Good design does not fix weak decision flow

A website converts when people can understand the offer quickly, trust it fast, and know what to do next without extra effort. If one of those three breaks, the site starts leaking momentum.

Use the checklist below to review the parts that usually matter most before you assume the whole site needs rebuilding.

Fix first

If the checklist surfaces gaps, start here

Priority 01

Fix homepage clarity before adding pages

If the main message is weak, more pages usually just multiply the confusion.

Priority 02

Move proof closer to the CTA

Visitors should not need to hunt for reassurance after they are already thinking about taking action.

Priority 03

Create one softer next step

Cold traffic needs a useful step between reading the page and booking a call.

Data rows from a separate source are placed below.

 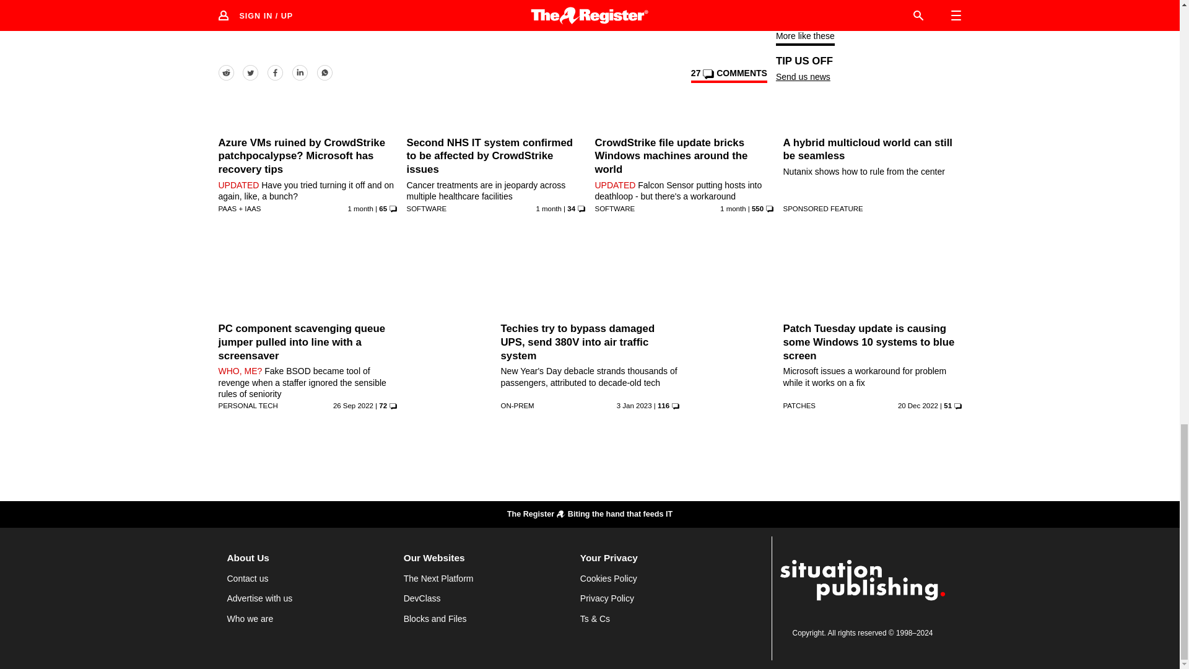 What do you see at coordinates (728, 76) in the screenshot?
I see `View comments on this article` at bounding box center [728, 76].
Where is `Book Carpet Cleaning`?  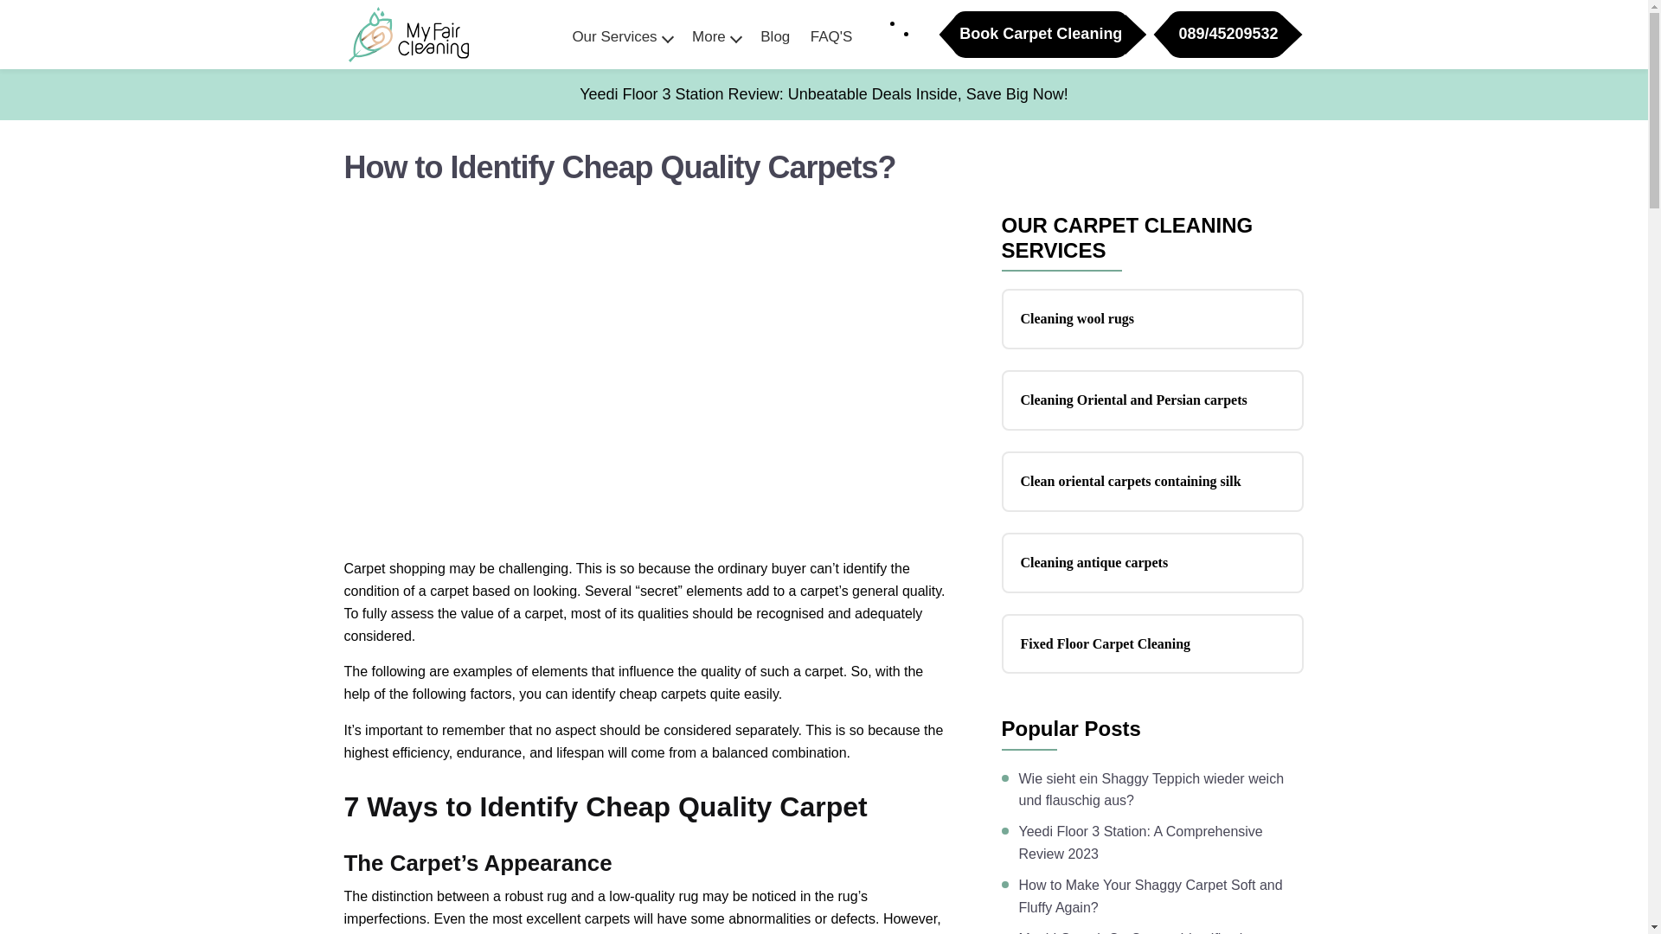 Book Carpet Cleaning is located at coordinates (1040, 33).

How to use the checklist better

Pair the review with real behavior, not just intuition

The checklist becomes more useful when you compare it against what visitors are actually doing. Look at where people drop off, what pages attract the most attention, and where inquiries are getting stuck. Even basic analytics can show whether the problem is message, path, or proof.

If a page gets traffic but few qualified inquiries, the checklist helps you diagnose whether the issue is clarity, trust, or CTA friction. If nobody is reaching a page, the issue may be discoverability or internal linking instead.

The point is not to become data-heavy. It is to keep the fixes grounded in behavior so you are not redesigning based only on vibes.

What good looks like

Signs the checklist fixes are working

Signal 01

People understand the offer faster

The homepage needs less explanation because the audience, promise, and service path are clearer.

Signal 02

Proof is doing more of the work

Recommendations and examples reduce hesitation before a buyer needs live reassurance.

Signal 03

The CTA path feels more proportional

Visitors see a sensible next step whether they are ready to book now or still need more context.

Signal 04

The site supports sales instead of replacing them

The founder spends less time manually clarifying basic points the website should already have handled.

Related reads

Useful next pages

Written by

Verena Husemann

Brand strategist and designer for founders and small teams

I help founder-led businesses sharpen positioning, messaging, and website structure so the brand reads clearly and the next step feels easier to trust.